[cfe-dev] [RFC] Suppress C++ static destructor registration

David Chisnall via cfe-dev cfe-dev at lists.llvm.org
Tue Jul 17 00:15:25 PDT 2018


On 16 Jul 2018, at 22:55, JF Bastien via cfe-dev <cfe-dev at lists.llvm.org> wrote:
> 
> Concrete example
> 
> Greg Parker provided this example of thread-related issues in the previous discussion:
> 
> The Objective-C runtime has a global table that stores retain counts. Pretty much all Objective-C code in the process uses this table. With global destructors in place this table is destroyed during exit(). If any other thread is still running Objective-C code then it will crash.
> 
> Currently the Objective-C runtime avoids the destructor by initializing this table using placement new into an aligned static char buffer.
> 
> I’m assuming that the embedded usecase is obvious enough to everyone to not need an example. Let me know if that’s not the case.

I have hit this issue a few times with similar solutions (either placement new, or simply new and leak the pointer), so I agree that this is a problem that needs solving.  That said, I rarely want to disable *all* static destructors, instead I want to either disable some or define ordering between them (which I can do by disabling some and explicitly calling them from another).

I would much prefer to see a [[no_destroy]] attribute or similar, to disable registering destructors for a specific static / global, than a different language mode.  I would also see a simplification of some code with a [[lazy_construct]] attribute so that I could declare a global and have it follow the same initialisation rules as a static, rather than having to create a static and a function that returns a reference to it.

I would; however, point out that exit() is not the only time that static destructors are run.  The C++ standard pretends that shared libraries don’t exist (and added thread-local variables with nontrivial destructors in such a way that gives implementers two possible bad choices if they have to support library unloading), but in the real world they do.  It’s difficult to see how such a mode would coexist with a world that supports loading and unloading of shared libraries.  Perhaps a sanitiser could check that the objects have been destroyed when the library is unloaded?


Using the entries below, show all lines with the string "radius".

/---

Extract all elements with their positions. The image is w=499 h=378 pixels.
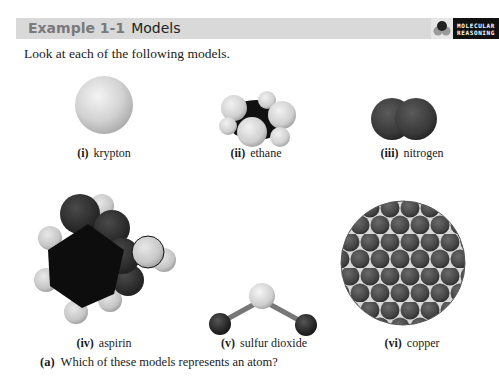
question-a: (a)Which of these models represents an a… bbox=[40, 355, 278, 370]
caption-text: krypton bbox=[93, 146, 130, 160]
krypton-atom-model bbox=[74, 75, 134, 135]
question-text: Which of these models represents an atom… bbox=[61, 355, 278, 369]
caption-text: nitrogen bbox=[404, 146, 444, 160]
question-label: (a) bbox=[40, 355, 55, 369]
nitrogen-molecule-model bbox=[370, 95, 440, 143]
caption-krypton: (i)krypton bbox=[77, 146, 131, 161]
badge-label: MOLECULAR REASONING bbox=[453, 18, 499, 39]
caption-number: (i) bbox=[77, 146, 88, 160]
caption-sulfur-dioxide: (v)sulfur dioxide bbox=[221, 336, 307, 351]
caption-nitrogen: (iii)nitrogen bbox=[381, 146, 444, 161]
caption-number: (iv) bbox=[77, 336, 94, 350]
example-header-bar: Example 1-1Models bbox=[16, 18, 499, 39]
molecular-reasoning-badge: MOLECULAR REASONING bbox=[431, 18, 499, 39]
example-name: Models bbox=[131, 20, 180, 36]
caption-text: sulfur dioxide bbox=[240, 336, 307, 350]
caption-number: (vi) bbox=[385, 336, 402, 350]
aspirin-molecule-model bbox=[28, 190, 178, 330]
molecule-icon bbox=[431, 18, 453, 39]
badge-line2: REASONING bbox=[457, 29, 495, 36]
copper-lattice-model bbox=[340, 200, 466, 326]
caption-ethane: (ii)ethane bbox=[231, 146, 282, 161]
example-title: Example 1-1Models bbox=[28, 19, 180, 38]
caption-text: copper bbox=[407, 336, 440, 350]
caption-aspirin: (iv)aspirin bbox=[77, 336, 132, 351]
sulfur-dioxide-molecule-model bbox=[200, 278, 330, 338]
caption-number: (v) bbox=[221, 336, 235, 350]
example-number: Example 1-1 bbox=[28, 20, 125, 36]
caption-text: ethane bbox=[250, 146, 281, 160]
caption-number: (iii) bbox=[381, 146, 399, 160]
caption-number: (ii) bbox=[231, 146, 246, 160]
badge-line1: MOLECULAR bbox=[457, 22, 495, 29]
intro-text: Look at each of the following models. bbox=[24, 46, 230, 62]
caption-text: aspirin bbox=[99, 336, 132, 350]
caption-copper: (vi)copper bbox=[385, 336, 440, 351]
ethane-molecule-model bbox=[212, 82, 302, 152]
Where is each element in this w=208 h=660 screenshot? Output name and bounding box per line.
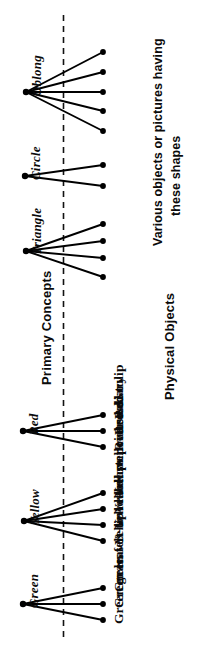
object-node-dot bbox=[100, 162, 106, 168]
object-node-dot bbox=[100, 585, 106, 591]
edge-0-4 bbox=[26, 92, 103, 131]
object-node-dot bbox=[100, 128, 106, 134]
section-title-primary-concepts: Primary Concepts bbox=[40, 271, 53, 385]
section-title-physical-objects: Physical Objects bbox=[163, 293, 176, 400]
diagram-canvas: Oblong Circle Triangle Red Yellow Green … bbox=[0, 0, 208, 660]
object-node-dot bbox=[100, 601, 106, 607]
object-node-dot bbox=[100, 490, 106, 496]
concept-label-circle: Circle bbox=[29, 146, 42, 180]
object-node-dot bbox=[100, 428, 106, 434]
object-node-dot bbox=[100, 274, 106, 280]
object-node-dot bbox=[100, 255, 106, 261]
caption-line-1: Various objects or pictures having bbox=[152, 38, 165, 246]
object-node-dot bbox=[100, 49, 106, 55]
object-node-dot bbox=[100, 444, 106, 450]
object-node-dot bbox=[100, 89, 106, 95]
concept-label-green: Green bbox=[27, 574, 40, 608]
object-node-dot bbox=[100, 412, 106, 418]
concept-label-triangle: Triangle bbox=[30, 208, 43, 255]
concept-label-red: Red bbox=[27, 413, 40, 435]
object-node-dot bbox=[100, 506, 106, 512]
object-node-dot bbox=[100, 221, 106, 227]
object-node-dot bbox=[100, 69, 106, 75]
object-node-dot bbox=[100, 522, 106, 528]
concept-label-oblong: Oblong bbox=[30, 55, 43, 96]
object-node-dot bbox=[100, 238, 106, 244]
object-node-dot bbox=[100, 108, 106, 114]
object-node-dot bbox=[100, 617, 106, 623]
object-label-green-grass: Green grass bbox=[112, 554, 126, 624]
object-node-dot bbox=[100, 183, 106, 189]
object-node-dot bbox=[100, 538, 106, 544]
concept-label-yellow: Yellow bbox=[28, 489, 41, 525]
caption-line-2: these shapes bbox=[170, 136, 183, 216]
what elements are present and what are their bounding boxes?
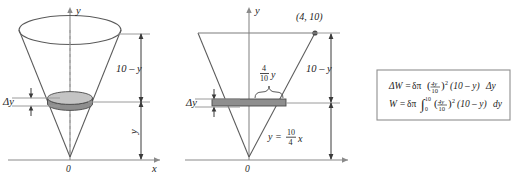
eq2-frac-numerator: 4y [438,98,444,105]
line-equation-numerator: 10 [287,128,295,137]
eq2-frac-denominator: 10 [439,105,446,112]
radius-brace [255,86,283,98]
delta-y-label-panel2: Δy [185,97,197,108]
equation-box: ΔW = δπ ( 4y 10 ) 2 (10 – y) Δy W = δπ ∫… [377,70,510,120]
eq2-lhs: W = [389,99,406,109]
equation-box-border [377,70,510,120]
line-equation-lhs: y = [267,131,282,142]
x-axis-panel1 [8,157,160,162]
eq1-delta-pi: δπ [412,81,421,91]
origin-label-panel1: 0 [66,164,71,174]
dimension-lower-panel2 [329,102,334,160]
radius-fraction-label: 4 10 y [255,64,283,98]
x-axis-panel2 [185,157,348,162]
dimension-y-panel1 [139,101,144,160]
eq2-delta-pi: δπ [407,99,416,109]
origin-label-panel2: 0 [245,164,250,174]
eq2-integral-upper: 10 [425,96,431,102]
eq1-differential: Δy [485,81,497,91]
delta-y-arrows-panel1 [29,88,34,116]
label-y-panel1: y [128,129,139,135]
radius-denominator: 10 [260,74,268,83]
label-10-minus-y-panel2: 10 – y [306,63,332,74]
line-equation-denominator: 4 [289,138,293,147]
radius-variable: y [270,69,276,80]
work-pumping-cone-figure: Δy 10 – y y y x 0 [0,0,516,178]
panel-cone-cross-section: (4, 10) Δy 4 10 y y [185,5,348,174]
eq1-frac-denominator: 10 [432,87,439,94]
y-axis-label-panel2: y [254,5,260,16]
delta-y-label-panel1: Δy [2,96,14,107]
eq1-lhs: ΔW = [388,81,411,91]
line-equation-label: y = 10 4 x [267,128,303,147]
eq2-exponent: 2 [452,98,455,104]
eq1-exponent: 2 [445,80,448,86]
point-4-10-label: (4, 10) [296,11,323,23]
eq2-differential: dy [493,99,503,109]
radius-numerator: 4 [262,64,266,73]
label-10-minus-y-panel1: 10 – y [116,63,142,74]
eq2-integral-lower: 0 [425,106,428,112]
y-axis-label-panel1: y [75,5,81,16]
y-axis-panel1 [67,7,72,160]
line-equation-variable: x [297,133,303,144]
representative-slab-rect [212,99,286,106]
eq1-factor: (10 – y) [450,81,480,92]
x-axis-label-panel1: x [151,163,157,174]
eq2-factor: (10 – y) [457,99,487,110]
representative-slab-disk [48,92,93,111]
y-axis-panel2 [246,7,251,160]
panel-cone-3d: Δy 10 – y y y x 0 [2,5,160,174]
eq1-frac-numerator: 4y [431,80,437,87]
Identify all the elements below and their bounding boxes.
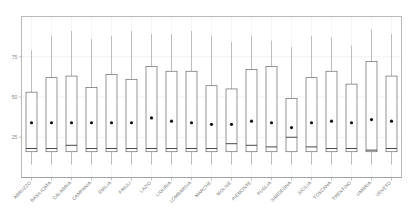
- box-plot-item: [126, 31, 137, 165]
- mean-marker: [110, 121, 113, 124]
- mean-marker: [90, 121, 93, 124]
- box-plot-item: [246, 36, 257, 165]
- mean-marker: [30, 121, 33, 124]
- x-axis-category-label: TRENTINO: [331, 180, 352, 201]
- x-axis-labels: ABRUZZOBASILICATACALABRIACAMPANIAEMILIAF…: [12, 180, 392, 204]
- box-rect: [126, 79, 137, 151]
- box-plot-item: [186, 31, 197, 165]
- x-axis-category-label: MOLISE: [216, 180, 232, 196]
- box-plot-item: [226, 42, 237, 164]
- x-axis-category-label: CALABRIA: [52, 180, 73, 201]
- box-rect: [266, 66, 277, 151]
- x-axis-category-label: PUGLIA: [256, 180, 273, 197]
- mean-marker: [330, 120, 333, 123]
- box-rect: [66, 76, 77, 152]
- box-plot-item: [346, 45, 357, 164]
- mean-marker: [50, 121, 53, 124]
- box-plot-item: [206, 36, 217, 165]
- box-rect: [346, 84, 357, 152]
- box-plot-item: [386, 34, 397, 164]
- y-tick-label: 75: [12, 54, 18, 60]
- box-plot-item: [26, 50, 37, 164]
- box-rect: [246, 70, 257, 152]
- mean-marker: [290, 126, 293, 129]
- mean-marker: [130, 121, 133, 124]
- x-axis-category-label: FRIULI: [118, 180, 132, 194]
- box-rect: [366, 62, 377, 152]
- box-rect: [86, 87, 97, 151]
- box-rect: [186, 71, 197, 151]
- mean-marker: [230, 123, 233, 126]
- mean-marker: [310, 121, 313, 124]
- mean-marker: [170, 120, 173, 123]
- box-rect: [46, 78, 57, 152]
- box-plot-item: [306, 36, 317, 165]
- box-plot-item: [66, 31, 77, 165]
- y-tick-label: 25: [12, 134, 18, 140]
- x-axis-category-label: PIEMONTE: [231, 180, 252, 201]
- x-axis-category-label: LAZIO: [139, 180, 153, 194]
- mean-marker: [150, 116, 153, 119]
- x-axis-category-label: SICILIA: [297, 180, 313, 196]
- boxplot-figure: 255075 ABRUZZOBASILICATACALABRIACAMPANIA…: [0, 0, 413, 221]
- x-axis-category-label: MARCHE: [194, 180, 212, 198]
- mean-marker: [210, 123, 213, 126]
- mean-marker: [190, 121, 193, 124]
- box-plot-item: [166, 34, 177, 164]
- box-rect: [146, 66, 157, 151]
- box-rect: [306, 78, 317, 152]
- box-rect: [286, 99, 297, 152]
- box-rect: [386, 76, 397, 152]
- x-axis-category-label: SARDEGNA: [270, 180, 293, 203]
- box-plot-item: [46, 36, 57, 165]
- mean-marker: [350, 121, 353, 124]
- y-axis-ticks: 255075: [12, 54, 22, 140]
- box-plot-item: [106, 36, 117, 165]
- x-axis-category-label: ABRUZZO: [12, 180, 32, 200]
- mean-marker: [370, 118, 373, 121]
- box-plot-item: [146, 34, 157, 164]
- boxplot-svg: 255075 ABRUZZOBASILICATACALABRIACAMPANIA…: [0, 0, 413, 221]
- x-axis-category-label: CAMPANIA: [71, 180, 93, 202]
- x-axis-category-label: EMILIA: [97, 180, 112, 195]
- box-rect: [226, 89, 237, 152]
- box-rect: [166, 71, 177, 151]
- mean-marker: [270, 121, 273, 124]
- box-plot-item: [366, 29, 377, 164]
- box-plot-item: [286, 47, 297, 165]
- y-tick-label: 50: [12, 94, 18, 100]
- x-axis-category-label: LIGURIA: [155, 180, 173, 198]
- mean-marker: [250, 120, 253, 123]
- box-plot-item: [266, 41, 277, 165]
- mean-marker: [390, 120, 393, 123]
- x-axis-category-label: TOSCANA: [312, 180, 332, 200]
- box-rect: [106, 74, 117, 151]
- x-axis-category-label: BASILICATA: [29, 180, 52, 203]
- box-plot-item: [86, 39, 97, 165]
- x-axis-category-label: VENETO: [375, 180, 393, 198]
- box-rect: [326, 71, 337, 151]
- box-rect: [206, 86, 217, 152]
- mean-marker: [70, 121, 73, 124]
- x-axis-category-label: LOMBARDIA: [169, 180, 193, 204]
- x-axis-category-label: UMBRIA: [355, 180, 372, 197]
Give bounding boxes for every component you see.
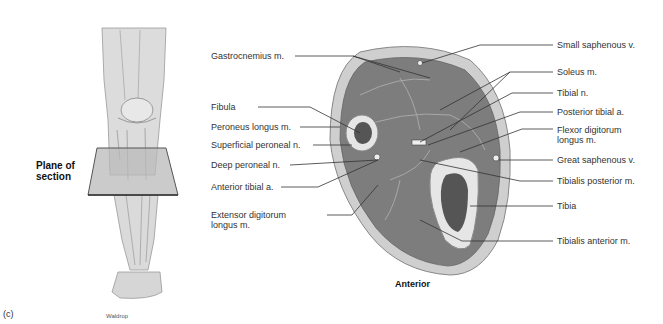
label-posterior-tibial-a: Posterior tibial a. [557,107,624,117]
label-tibial-n: Tibial n. [557,88,588,98]
label-flexor-digitorum-line2: longus m. [557,135,622,145]
label-flexor-digitorum-line1: Flexor digitorum [557,125,622,135]
label-anterior-tibial-a: Anterior tibial a. [211,182,274,192]
label-peroneus-longus: Peroneus longus m. [211,122,291,132]
label-soleus: Soleus m. [557,67,597,77]
label-superficial-peroneal-n: Superficial peroneal n. [211,140,301,150]
label-fibula: Fibula [211,102,236,112]
label-extensor-digitorum-line2: longus m. [211,220,286,230]
label-extensor-digitorum-line1: Extensor digitorum [211,210,286,220]
plane-label-line2: section [36,171,75,182]
credit-label: Waldrop [106,311,128,321]
label-great-saphenous-v: Great saphenous v. [557,155,635,165]
label-tibialis-posterior: Tibialis posterior m. [557,176,635,186]
label-tibia: Tibia [557,201,576,211]
plane-of-section-label: Plane of section [36,160,75,182]
label-tibialis-anterior: Tibialis anterior m. [557,236,630,246]
plane-label-line1: Plane of [36,160,75,171]
label-deep-peroneal-n: Deep peroneal n. [211,160,280,170]
label-extensor-digitorum: Extensor digitorum longus m. [211,210,286,230]
label-flexor-digitorum: Flexor digitorum longus m. [557,125,622,145]
panel-label: (c) [3,309,14,319]
label-gastrocnemius: Gastrocnemius m. [211,51,284,61]
label-small-saphenous-v: Small saphenous v. [557,40,635,50]
anterior-label: Anterior [395,279,430,289]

\---

Written response -
radius-brace [255,86,283,98]
radius-fraction-label: 4 10 y [255,64,283,98]
radius-denominator: 10 [260,74,268,83]
radius-variable: y [270,69,276,80]
radius-numerator: 4 [262,64,266,73]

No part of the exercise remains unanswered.